Theoretical physicist Walter Kohn, who shared the 1998 chemistry Nobel prize with John Pople for developing density functional theory, has died at his home in California, US, aged 93.
Kohn was born in Vienna, Austria in 1923 to Jewish parents. He managed to escape the country thanks to the Kindertransport operation in the 1930s, following Austria’s annexation by Nazi Germany. He lived with a surrogate family in Sussex in the UK for several years, before being interned in 1940 because of his nationality. Moving between internment camps in the UK, and later Canada, he was educated by various academics who were ‘enemy aliens’ themselves. During this time he developed an interest in science, and when he began undergraduate studies at the University of Toronto in 1942, having been released from internment, he focused on maths and physics.
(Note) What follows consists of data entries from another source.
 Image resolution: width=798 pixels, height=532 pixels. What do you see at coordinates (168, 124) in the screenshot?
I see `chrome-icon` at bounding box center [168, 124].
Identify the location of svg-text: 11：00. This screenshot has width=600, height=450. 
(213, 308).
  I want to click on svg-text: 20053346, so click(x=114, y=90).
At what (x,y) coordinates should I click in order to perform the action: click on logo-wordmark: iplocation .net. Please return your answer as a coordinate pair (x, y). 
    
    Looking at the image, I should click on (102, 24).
Being a German national, he was still not allowed inside the chemistry department as work central to the war effort was still ongoing.
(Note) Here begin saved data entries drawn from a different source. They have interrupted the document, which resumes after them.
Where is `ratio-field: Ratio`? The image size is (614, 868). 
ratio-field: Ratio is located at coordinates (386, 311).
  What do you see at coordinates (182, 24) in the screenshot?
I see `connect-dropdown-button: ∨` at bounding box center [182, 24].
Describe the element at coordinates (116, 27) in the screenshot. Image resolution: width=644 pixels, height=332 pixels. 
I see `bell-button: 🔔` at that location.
After completing bachelor’s and master’s degrees, and serving in the Canadian army, Kohn moved to the US to study for a PhD at Harvard University under the supervision of theoretical physicist Julian Schwinger, who went on to win a share of the 1965 physics Nobel prize for his work on quantum electrodynamics. After completing a brief postdoctoral fellowship at the Niels Bohr Institute in Copenhagen, Denmark, Kohn moved back to the US and Carnegie Mellon University in 1950, where he worked for the next decade. It was here he undertook the work that led to the development of density functional theory, a computational modelling technique that made it possible to take quantum mechanics into account when studying the electronic properties of materials.
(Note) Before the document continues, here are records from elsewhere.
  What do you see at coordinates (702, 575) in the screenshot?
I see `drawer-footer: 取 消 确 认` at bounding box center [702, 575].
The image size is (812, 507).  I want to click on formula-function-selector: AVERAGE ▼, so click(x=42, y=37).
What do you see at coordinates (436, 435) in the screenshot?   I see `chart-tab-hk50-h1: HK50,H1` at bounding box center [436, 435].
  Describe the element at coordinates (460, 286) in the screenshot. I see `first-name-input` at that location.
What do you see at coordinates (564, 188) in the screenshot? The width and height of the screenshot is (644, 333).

In 1960 Kohn joined the University of California (UC) San Diego’s department of physics, holding a term as department chair, where he stayed until joining UC Santa Barbara in 1979 to serve as the founding director of the Institute for Theoretical Physics. He remained at UC Santa Barbara for the rest of his career.
‘Professor Kohn was a mentor and role model for colleagues and students alike,’ Henry Yang, chancellor of UC Santa Barbara, said in a statement. ‘Many have been inspired by his incredible life story … The tremendous impact of his life and work are beyond anything I can describe.’